Lawmakers are equally confident that they’re in the right. “The North Carolina Constitution is very clear that appropriating public funds is the sole responsibility of the people’s elected representatives in the General Assembly — not the governor,” Bill D’Elia, a spokesperson for Senate President Pro Tempore Phil Berger, said in an email.
After the Superior Court ruling, lawmakers tightened restrictions on the Volkswagen money further and prevented the trustee from directly reimbursing third parties, such as electric vehicle charging station companies.
Critics said the 2018 provision was flatly inconsistent with the requirements of the Volkswagen consent decree. “They killed this,” Josh Stebbins, an attorney with the Sierra Club based in Washington, D.C., told the Energy News Network last year. “This is deader than a doornail.”
After the Energy News Network’s reporting, legislators reexamined the trustee’s stipulations and considered possible fixes.

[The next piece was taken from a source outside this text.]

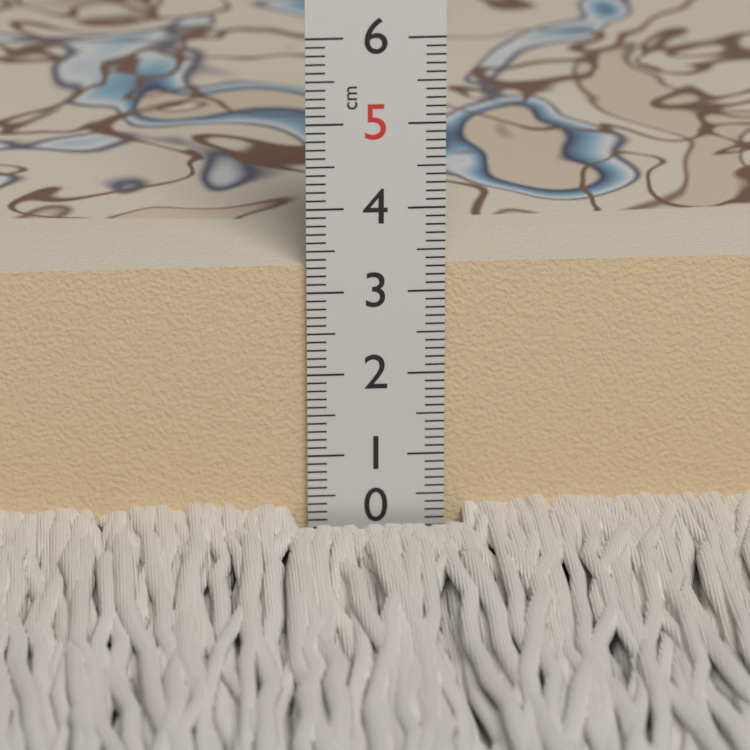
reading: 3.3 cm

Through their spokespeople, Republican leaders downplayed the threat to the state’s Volkswagen share, but acknowledged they offered to change the 2018 language if Cooper would drop the entirety of his 2017 lawsuit.
“The Governor has still refused to agree with the superior court,” Joseph Kyzer, a spokesperson for House Speaker Tim Moore, said in an email, “and has rejected the legislature’s offer to run a separate budget bill dealing only with the Volkswagen Settlement funds.”

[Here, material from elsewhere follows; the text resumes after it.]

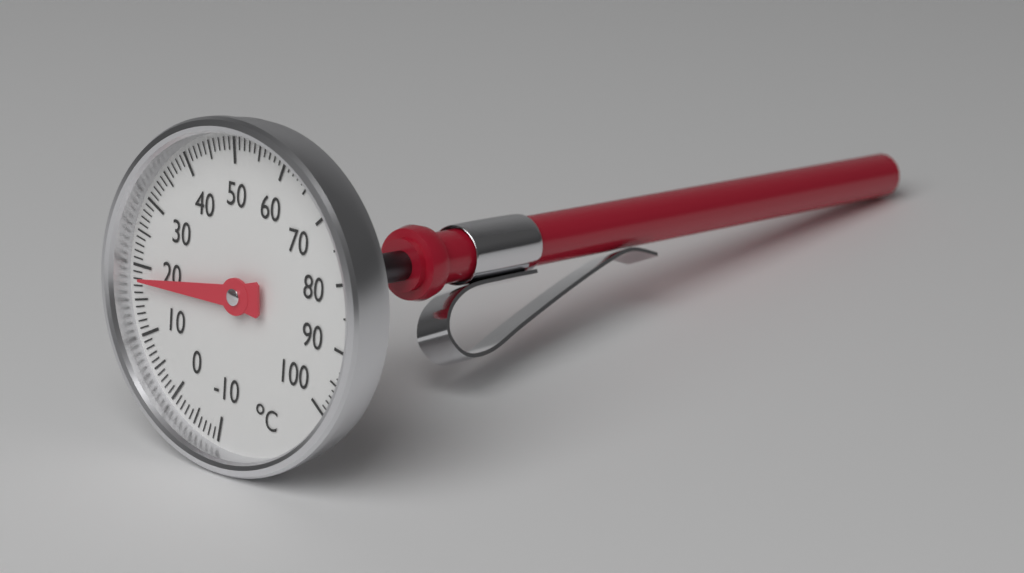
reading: 18 °C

Cooper did offer to drop the Volkswagen piece of the suit in exchange for such legislation or direct appropriation of the funds, according to Porter.
“Unfortunately, Republican leaders have refused unless the entire case, which also includes a challenge to their unconstitutional appropriation of Federal block grants, is dropped,” he said, adding, “it is irresponsible for legislators to continue to put at risk millions of dollars coming to North Carolina simply because they do not control it.”
Asked why the governor doesn’t just drop the whole lawsuit to save those dollars, Porter replied, “legislative leaders have already shown that they are willing to sacrifice funds that would benefit the state based only on their political whims.” He reiterated, “not only is this harmful, we believe it’s unconstitutional and needs to work its way through the appeals process.”
‘A lot of good we can do’
Amid questions about whether or not the trustee will disburse the funds, the air quality division within the Department of Environmental Quality has issued a request for proposals to convert buses and install electric vehicle infrastructure, with a deadline of Sept. 30. It will take staff at least a month to choose winning bidders.
“There’s a lot of good we can do, and we’re poised to do it,” said air quality chief Abraczinskas. But, he acknowledged, “The uncertainty that exists still needs to be resolved between now and early November.”
More certainty could come as soon as next month. Separate from the request for proposals, officials have asked the trustee for funds that can be combined with grants under the federal Diesel Emissions Reductions Act. They expect a response by mid-August. “Either they’re going to say, ‘okay,'” said Abraczinskas, “or they’re going to say, ‘no,’ and here’s why.”
A negative answer might spur lawmakers to action. “While the Legislature believes the State can receive and spend the Settlement Funds without any change in the law,” Kyzer said, “the parties will evaluate any next steps once DEQ hears from the Trustee.”
As written now, the law states, “no funds may be expended under the Plan…until the General Assembly has appropriated [them].” Kyzer didn’t respond when asked why lawmakers didn’t allocate the $31 million in Phase I monies in their 2019-2020 budget.
But Rep. Chuck McGrady, a fifth-term Republican lawmaker from Hendersonville who’s tried to mediate between the governor’s office and legislative leaders, said the notion hadn’t even come up. “I think it is an interesting idea,” McGrady said in an email. “I wish I’d thought of it.”